Friday, May 9, 2014

Thoughts On The L.A. Riots



I just watched a documentary called Uprising: Hip Hop And The L.A. Riots. It is narrated by Snoop Lion (formerly Snoop Dog for the hip hop illiterate) and tells a pretty objective account of what happened during the end of that history making month of August in 1992. It did a very good job of showing the oxymoronic aspects of the events during and after the riots, such as showing the unifying of the African American community (to destroy their own neighborhoods and raid Korean shops).

I remember watching the riots on T.V. I was 10 and a naive pseudo social anarchist and wanted so much to go to L.A. and see what was  going on for myself (again, naive). I've always been a rebel, and I was fascinated . There was fire and looting and fighting back against the police and everything else that goes along with a city when, as The Roots album that would come out seven years later would put it, "things fall apart." At the time I thought that it was a perfectly logical reaction to the injustice that sparked the largest riots in U.S. since the 1960s. But, being 10 years old, I had no real idea about how truly insane and self destructive the events of the spring of 1992 were. But in the years to come, two events in my life gave me an intimate perspective on violence and rioting.

Almost a year and a half after the L.A. riots, I was living in Sheridan, Wyoming when a man walked onto the football field during 2nd period gym class and began shooting in random directions before taking his own life. I remember hearing the shots, the screams, the teachers melting down in front of their students. Then, during my freshman year at Albuquerque High School in Albuquerque, New Mexico we had a full scale riot at my school when the power went out during a storm and when the backup generator failed (unfortunately I can't find any articles online about this event. If anyone out there has any information about it, or if you were there, please post in the comments section.) These two events changed my opinion on "civil unrest" forever. 

After experiencing these two events, my naivete thoroughly destroyed, they just make me wish we, as a species, could figure out how to treat each other with at least some modicum of respect. Sure, my two examples pale in comparison to what transpired in L.A. in 1992 (or the Watts riots in 1965, for that matter), but they served, in my life, as examples of what not to do. Riots solve nothing. Attempted murder followed by suicide doesn't fix anything. Running wild in your school setting trash cans on fire and fighting anything that moves doesn't solve anything. The only thing these events do is scar our minds and destroy our communities.

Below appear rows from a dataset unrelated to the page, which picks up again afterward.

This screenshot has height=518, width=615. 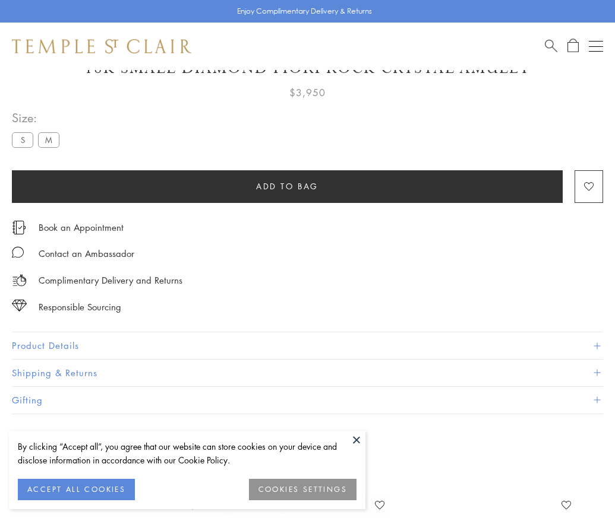 What do you see at coordinates (187, 454) in the screenshot?
I see `div: By clicking “Accept all”, you agree that our website can store cookies on your device and disclos...` at bounding box center [187, 454].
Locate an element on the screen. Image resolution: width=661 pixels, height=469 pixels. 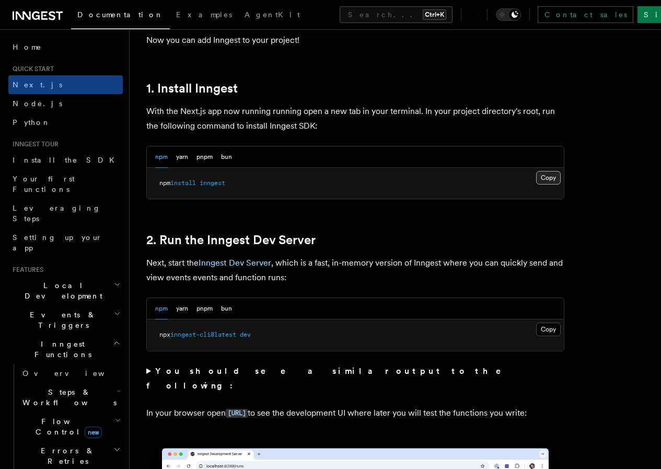
a: 1. Install Inngest is located at coordinates (192, 88).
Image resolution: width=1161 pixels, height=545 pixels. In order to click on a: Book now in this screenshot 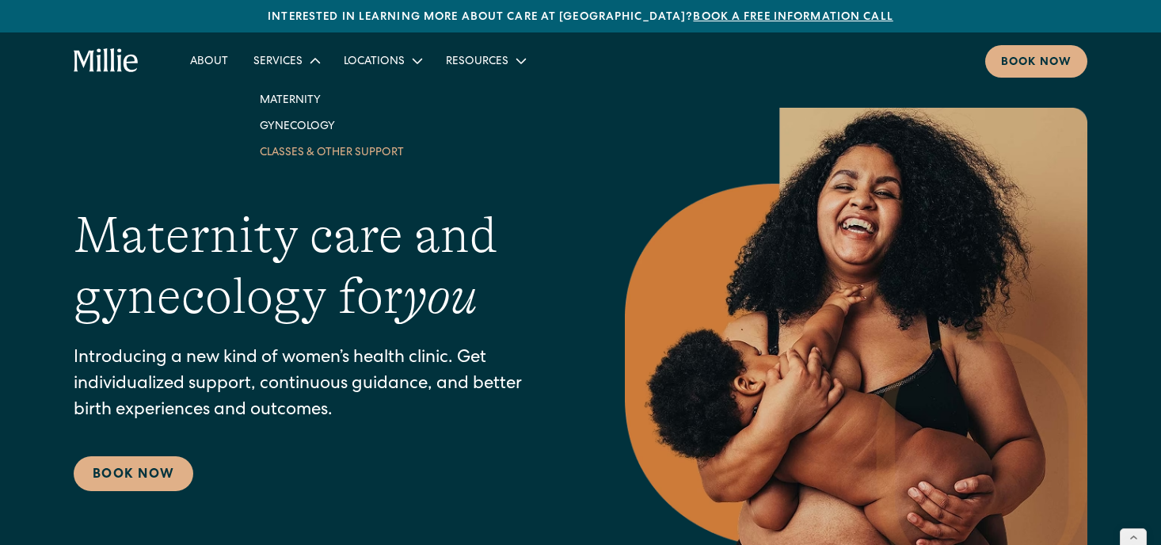, I will do `click(1036, 61)`.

Rioting and looting may look cool on TV, but in the real world, all they do is perpetuate the division of our species and make it nigh impossible for us to begin the process of making our society better and safer, for everyone.


1 comment:

  1. I remember the AHS thing because when the power went out at Del Norte several months later we were essentially on lock down as a result. At least that was the word around school.